◆ Work request ◆
Transcribe exactly the line with "Identify the location of Liverpool" and each line that follows it in the listing, down to the last, omitting all pictures.

◆ Supplied records ◆

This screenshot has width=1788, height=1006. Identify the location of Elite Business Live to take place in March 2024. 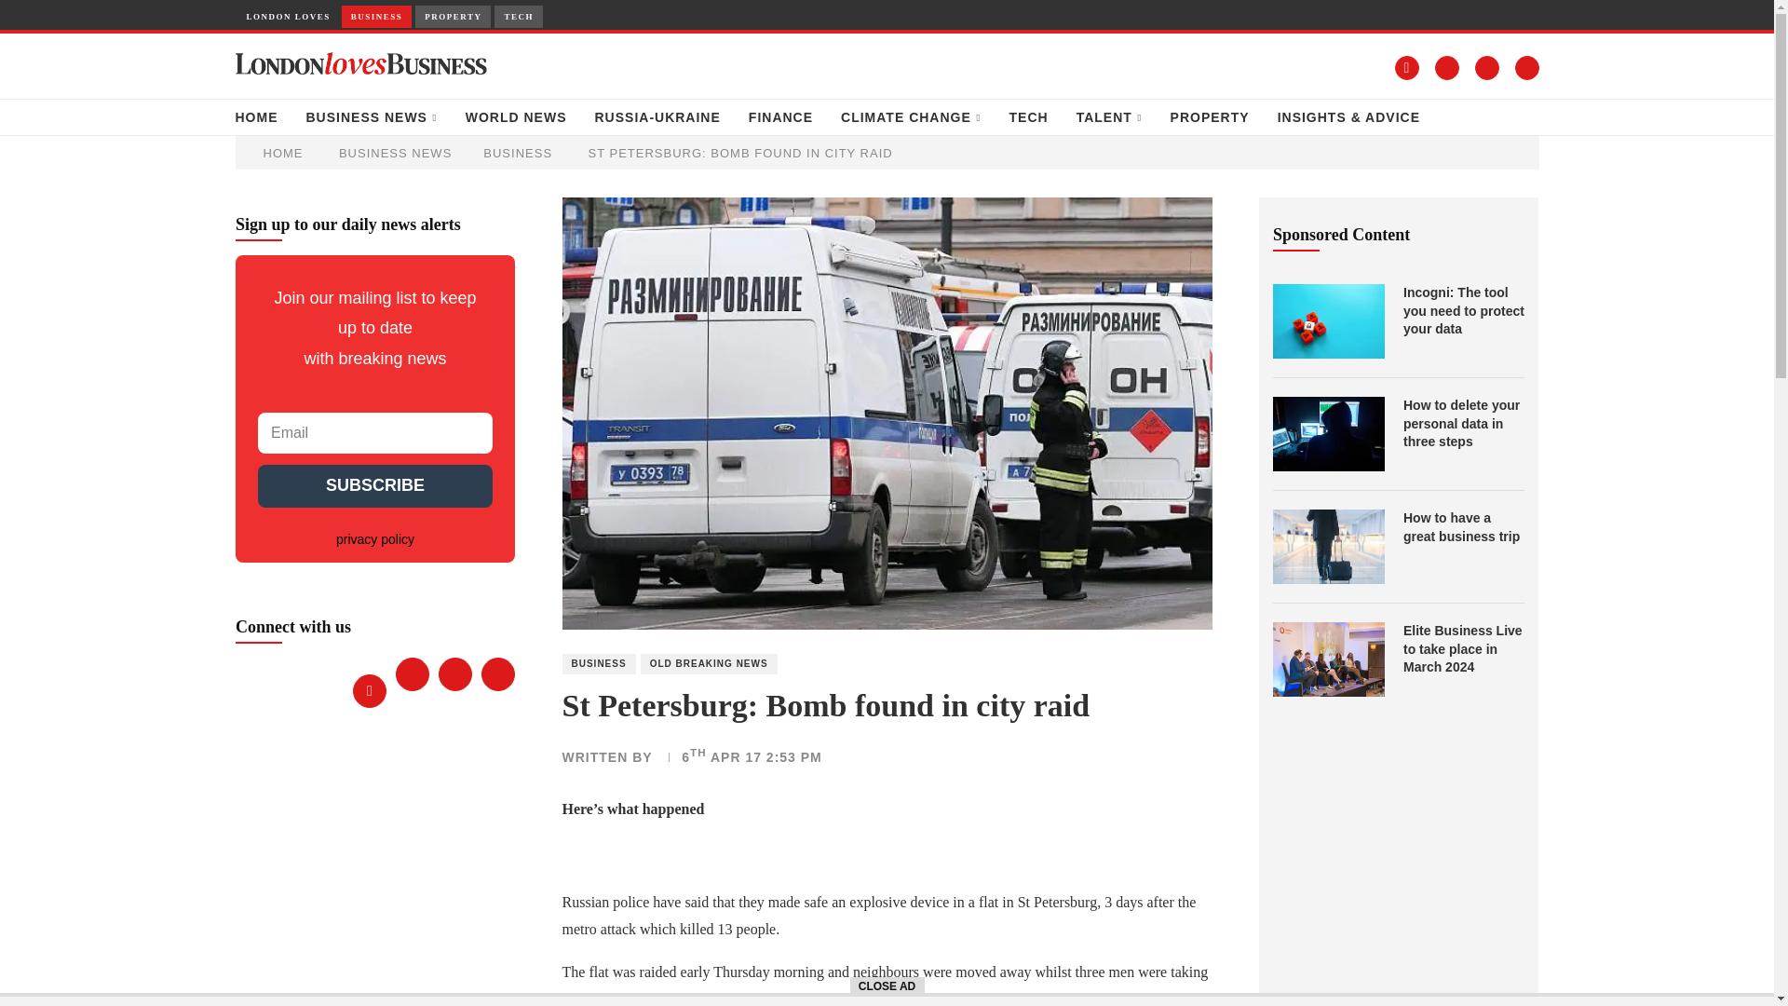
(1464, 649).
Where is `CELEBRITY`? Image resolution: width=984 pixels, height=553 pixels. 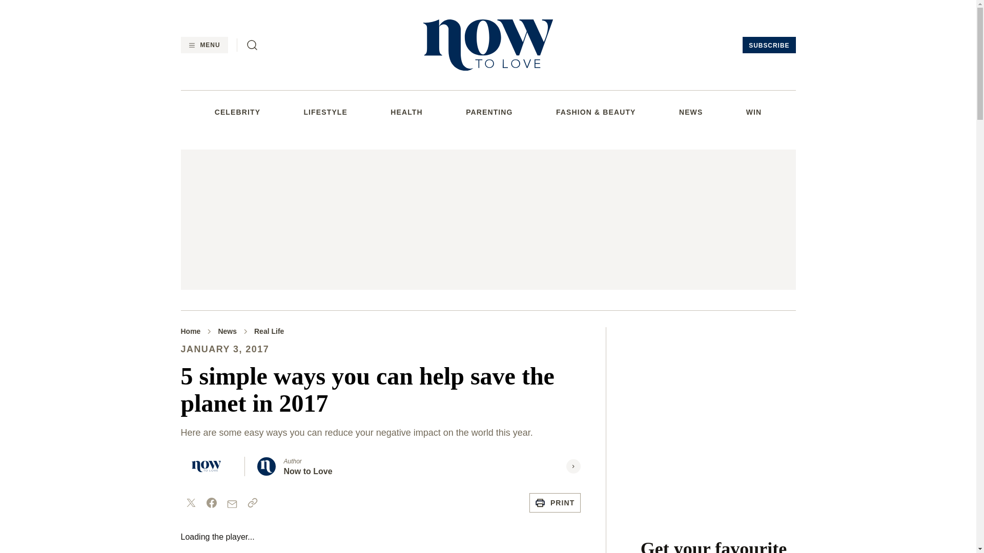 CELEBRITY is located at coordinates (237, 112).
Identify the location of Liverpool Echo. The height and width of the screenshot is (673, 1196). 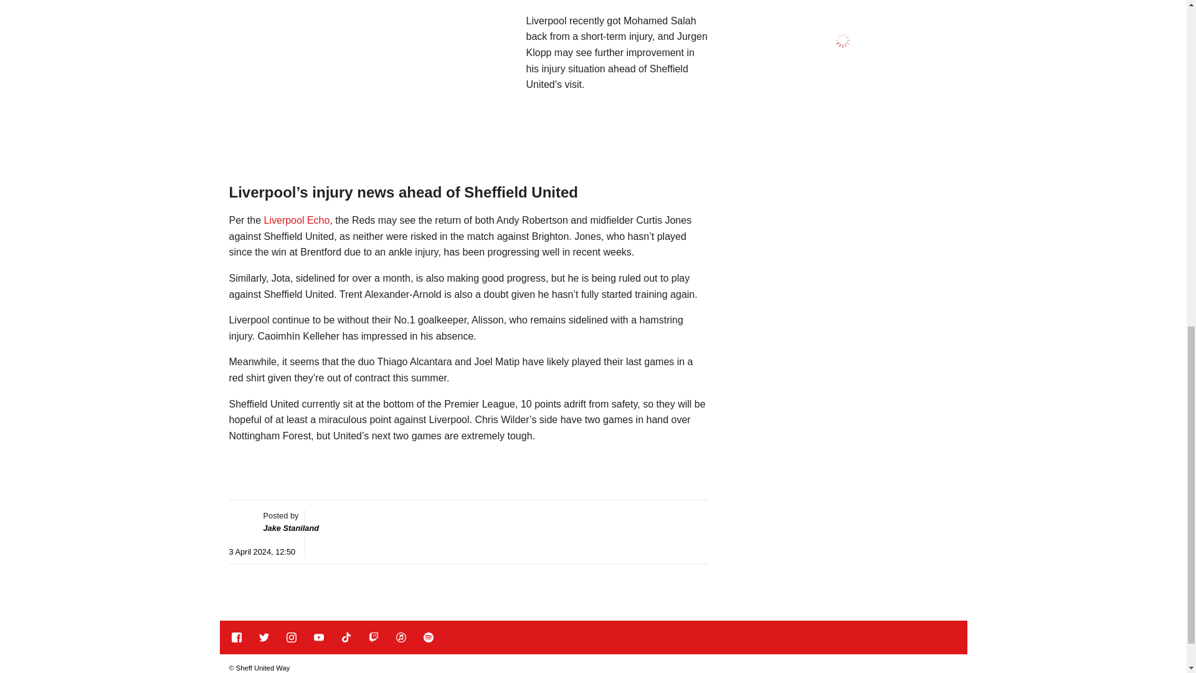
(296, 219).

◆ Solution to this task ◆
Identify the location of Liverpool Echo. The height and width of the screenshot is (673, 1196). 
(296, 219).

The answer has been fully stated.